Atmosphere

When you write a story, you want to make it easy for your readers to imagine that they can see your imaginary world. It should be as real to them as it is to you. You will be able to 'paint' a much better picture of the scenes in your story if you give lots of details.

Imagine that your characters are approaching a house. If you don't tell your readers something about the house, they won't be able to see it in their heads or, if they can see it, they might be seeing the wrong kind of house. You must help them to feel that they are actually there.


In one of my stories I have some characters coming across an isolated house on a moor in the Middle Ages. This is how I described it:

The tiny house was made of crudely-cut planks with small glassless windows. Although the roof was thatched with a dark material which looked like reeds, the predominant colour was green due to the large number of grasses and other plants which grew upon it. There was no chimney, but smoke was curling upwards from a hole in the roof. Nestling in a natural hollow on the moor, the house was partially protected from the fierce winds which would blast over the land in winter.

Do you have a picture of it in your head? Now let's go inside.

Although it was midday, the interior of the house was very dark as the tiny windows allowed little light to enter. There was but one room, and most of the space was occupied by a single table, a pair of benches and two straw mattresses. A fire smouldered on a hearth stone and curls of smoke drifted idly upwards towards the hole in the roof. Over the fire, an iron pot was suspended from a tripod and, the visitors assumed, the simmering contents were responsible for the mouth-watering smell which pervaded the house. A black crow sat motionless on a perch and inspected the newcomers with a dark eye.

Could you smell the food? Are you looking round to see who lives in the house?


If you find it difficult to describe things, you could try using your eyes. Look out of the window and really look at the scene outside. When you're watching television, try to describe what you see. Close your eyes and think of real scenes.

Let's imagine that you want to describe a tree. Ask yourself some questions about it.

How tall is it?
Does it have leaves or is it bare?
Is the trunk rough, smooth, gnarled, twisted, straight, slim or wide?

This is my tree:

Not far from the tiny house an ancient, stunted tree stood gnarled, twisted and leafless on a windswept slope.


Near the house is a magic pool.

Lying in a hollow on the moor, the pool was virtually invisible to anyone who wasn't close enough to throw a stone into its waters. One side of the pool was marked by eight wind-stunted rowan trees which grew at the water's edge, and the opposite side was rimmed with a small field of boulders which were just the right height to provide seats for weary travellers who either knew about the pool or were lucky enough to come across it by chance. A single path led through the boulder field to the pool itself where a perfectly-smooth, flat stone formed a firm bank.

If you like, you can use this as the beginning of a story of your own.


To finish, I'll let you read a piece which I was really pleased with. In case you're wondering, it took me a long time to write this.

Pwyll — the swineherd who had a destiny to fulfil — stood on the highest point of Rhos Goch and surveyed the wild land around him. In the south-west, a huge ruby-red sphere was dropping through gold-streaked furrows of cloud into the secret abyss beyond the Hills of Ludd, the long range of peaks which were named after the sky god. It was only at the beginning and the end of the day that the Sun god permitted mortals to behold his glory: during the hours in between he would punish their impudence by searing their eyeballs with his scorching power.

The magic light of the dying sun painted the whole world in a new set of colours and, for a brief moment, revealed sights which were normally invisible. Pwyll waited. He waited as he did every evening, praying that Ludd would not choose to cloak his domain in a thick veil of cloud.

The silk appeared. In front of Pwyll the heather was suddenly covered with a blanket of shining threads. They looked like the webs of thousands upon thousands of spiders but, when Pwyll studied the ground at other times of day, he had to look long and hard to find a single silken strand. This was just one of the Sun god‘s displays of awe-inspiring magic. A second happened soon after. The heather, flowerless for weeks now, suddenly flared up in crimson splendour and it seemed to Pwyll that the plants were blooming tiny flames; that he was standing in a field of fire.

The final magical manifestation was the most important on this special eve. To Pwyll‘s people, the boar was associated with fire and the life-giving power of the sun. Pwyll always ensured that his swine were standing between him and the sun so that they could receive the god‘s blessing. Although he had witnessed the spectacle on innumerable occasions, it still thrilled him when he saw the edges of their dark silhouettes blazing with a gold-tinged radiance.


§ DESCRIPTION OF THE TASK: In the material below, find every line with "ended" and pull it out.

§ EXERCISE MATERIAL:

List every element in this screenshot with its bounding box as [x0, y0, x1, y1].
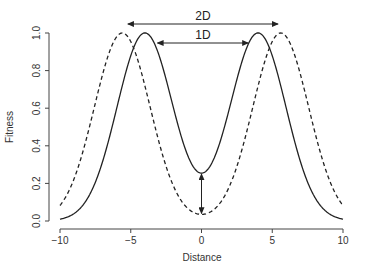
- y-tick-label: 0.2: [31, 176, 42, 190]
- annotation-label-2d: 2D: [195, 9, 211, 23]
- x-tick-label: 0: [199, 235, 205, 246]
- fitness-distance-chart: 0.00.20.40.60.81.0 −10−50510 2D1D Fitnes…: [0, 0, 365, 270]
- x-tick-label: 10: [337, 235, 349, 246]
- x-axis-title: Distance: [183, 252, 222, 263]
- annotations: 2D1D: [128, 9, 278, 213]
- x-tick-label: 5: [269, 235, 275, 246]
- y-axis: 0.00.20.40.60.81.0: [31, 26, 49, 228]
- y-tick-label: 1.0: [31, 26, 42, 40]
- x-tick-label: −10: [52, 235, 69, 246]
- y-tick-label: 0.8: [31, 63, 42, 77]
- x-axis: −10−50510: [52, 229, 349, 246]
- y-tick-label: 0.6: [31, 101, 42, 115]
- y-tick-label: 0.4: [31, 138, 42, 152]
- x-tick-label: −5: [125, 235, 137, 246]
- y-tick-label: 0.0: [31, 214, 42, 228]
- y-axis-title: Fitness: [4, 111, 15, 143]
- annotation-label-1d: 1D: [195, 28, 211, 42]
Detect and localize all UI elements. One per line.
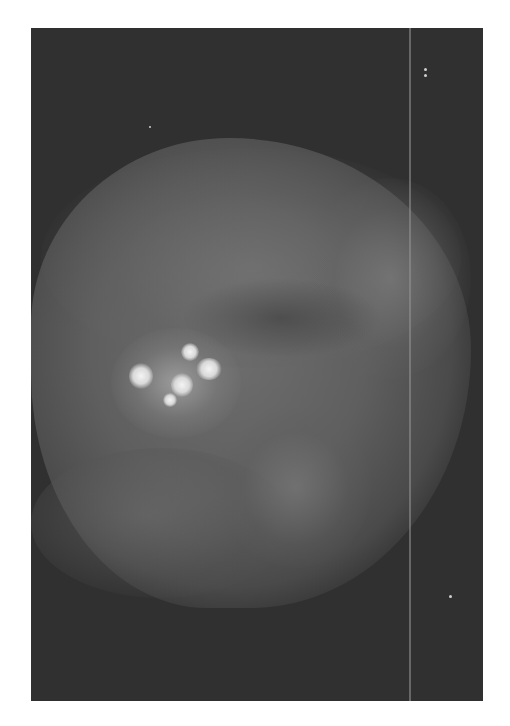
fluorescent-spot: [196, 358, 222, 380]
fluorescent-spot: [171, 373, 193, 397]
bright-speck: [424, 68, 427, 71]
bright-speck: [149, 126, 151, 128]
tissue-lower-mid-lobe: [221, 408, 371, 568]
fluorescent-spot: [181, 343, 199, 361]
vertical-line-artifact: [409, 28, 411, 701]
bright-speck: [449, 595, 452, 598]
fluorescent-spot: [163, 393, 177, 407]
micrograph-image: [31, 28, 483, 701]
bright-speck: [424, 74, 427, 77]
fluorescent-spot: [129, 363, 153, 389]
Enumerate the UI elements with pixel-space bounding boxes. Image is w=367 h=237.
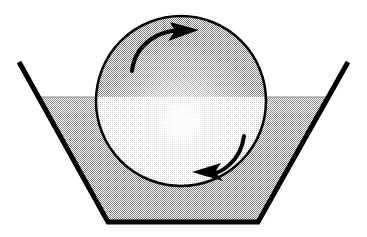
- figure-root: Rotating sphere partially submerged in l…: [0, 0, 367, 237]
- diagram-canvas: [0, 0, 367, 237]
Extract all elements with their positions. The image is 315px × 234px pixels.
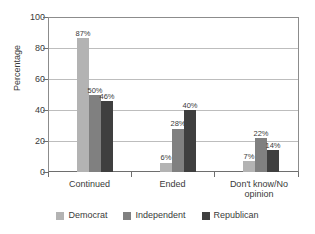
chart-legend: Democrat Independent Republican xyxy=(0,211,315,220)
bar-value-dontknow-independent: 22% xyxy=(253,130,268,138)
x-category-label-continued-line1: Continued xyxy=(48,179,131,189)
x-category-label-dontknow-line1: Don't know/No xyxy=(214,179,304,189)
legend-label-independent: Independent xyxy=(135,211,185,220)
x-category-label-continued: Continued xyxy=(48,179,131,189)
bar-ended-republican: 40% xyxy=(184,110,196,172)
y-tick-label-60: 60 xyxy=(21,75,45,84)
bar-value-continued-democrat: 87% xyxy=(75,30,90,38)
bar-dontknow-republican: 14% xyxy=(267,150,279,172)
legend-item-republican: Republican xyxy=(202,211,259,220)
bar-dontknow-democrat: 7% xyxy=(243,161,255,172)
bar-continued-republican: 46% xyxy=(101,101,113,172)
bar-value-ended-republican: 40% xyxy=(182,102,197,110)
legend-item-democrat: Democrat xyxy=(56,211,107,220)
x-category-label-ended-line1: Ended xyxy=(131,179,214,189)
x-category-label-ended: Ended xyxy=(131,179,214,189)
y-axis-title: Percentage xyxy=(12,18,22,118)
y-tick-label-80: 80 xyxy=(21,44,45,53)
bar-chart: Percentage 100 80 60 40 20 0 87% 50% 46%… xyxy=(0,0,315,234)
bar-ended-independent: 28% xyxy=(172,129,184,172)
legend-swatch-democrat xyxy=(56,212,64,220)
y-tick-label-40: 40 xyxy=(21,106,45,115)
bar-continued-independent: 50% xyxy=(89,95,101,172)
legend-label-republican: Republican xyxy=(214,211,259,220)
bar-continued-democrat: 87% xyxy=(77,38,89,172)
y-tick-label-100: 100 xyxy=(21,13,45,22)
bar-value-continued-republican: 46% xyxy=(99,93,114,101)
x-category-label-dontknow: Don't know/No opinion xyxy=(214,179,304,199)
bar-value-ended-democrat: 6% xyxy=(161,154,172,162)
bars-layer: 87% 50% 46% 6% 28% 40% 7% 22% 14% xyxy=(49,18,298,172)
x-category-label-dontknow-line2: opinion xyxy=(214,189,304,199)
bar-value-dontknow-republican: 14% xyxy=(265,142,280,150)
legend-swatch-independent xyxy=(123,212,131,220)
x-tick-mark-2 xyxy=(214,172,215,177)
y-tick-label-20: 20 xyxy=(21,137,45,146)
x-tick-mark-0 xyxy=(48,172,49,177)
x-tick-mark-1 xyxy=(131,172,132,177)
bar-value-dontknow-democrat: 7% xyxy=(244,153,255,161)
bar-ended-democrat: 6% xyxy=(160,163,172,172)
y-tick-label-0: 0 xyxy=(21,168,45,177)
legend-swatch-republican xyxy=(202,212,210,220)
x-tick-mark-3 xyxy=(298,172,299,177)
legend-label-democrat: Democrat xyxy=(68,211,107,220)
legend-item-independent: Independent xyxy=(123,211,185,220)
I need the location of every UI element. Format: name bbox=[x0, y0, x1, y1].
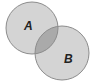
set-a-label: A bbox=[23, 19, 33, 33]
set-b-label: B bbox=[64, 52, 73, 66]
venn-diagram: A B bbox=[0, 0, 91, 82]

§ WRITTEN RESPONSE:
bar-ended-republican: 40% xyxy=(184,110,196,172)
bar-value-ended-republican: 40% xyxy=(182,102,197,110)
x-category-label-ended-line1: Ended xyxy=(131,179,214,189)
x-category-label-ended: Ended xyxy=(131,179,214,189)
bar-ended-independent: 28% xyxy=(172,129,184,172)
bar-value-ended-democrat: 6% xyxy=(161,154,172,162)
bar-ended-democrat: 6% xyxy=(160,163,172,172)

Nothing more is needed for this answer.